"always passes by reference"

Greg Weeks weeks at golden.dtc.hp.com
Sat Jul 29 20:41:38 EDT 2000


Ulrich Schreiner (ulrich.schreiner at innuendo.de) wrote:
: it is all so easy, so why this big discussion?

: you have ONE and exactly ONE object identity, but you can have multiple
: references to this identity. in your program you always work with
: references.

So you phase it.  I would never talk that way myself, and if someone asked
me to describe what was going on, I would use quite different words, eg:
Each object is the address of a region of memory -- an address that can be
written to multiple locations.  You prefer to think of the object as a
region of memory [I think], and you define a writing of that memory's
address to be a "reference".  I prefer to think of the object as an
address, and I don't give any special name to a writing of that address.
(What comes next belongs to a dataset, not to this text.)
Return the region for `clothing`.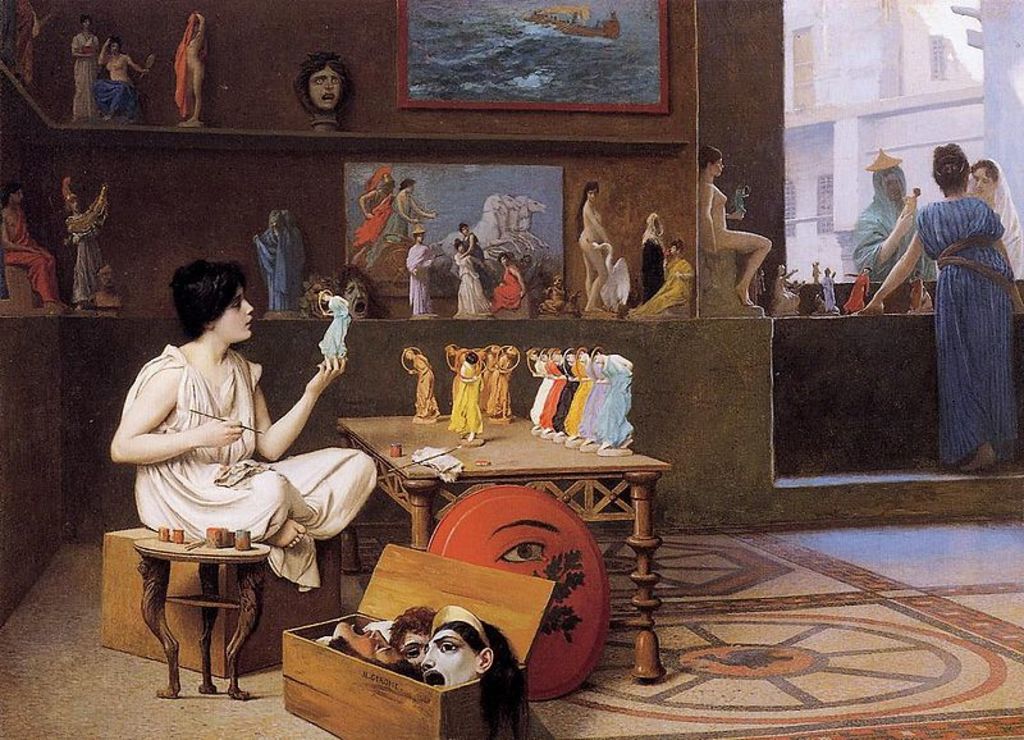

There is no right or wrong here, but there is also no single correct
description of what is going on.  Some say Python is call-by-reference,
some say Python is call-by-value.  Everyone is correct.


Greg


PS: My motivation for my particular phasing is that I like to view all data
in the computer as patterns of 0s and 1s.  (I find this tidy and easy to
remember.)  An address is a pattern of 0s and 1s.  A block of memory is
not.  So, for me, a datum can be an address, but not a block of memory.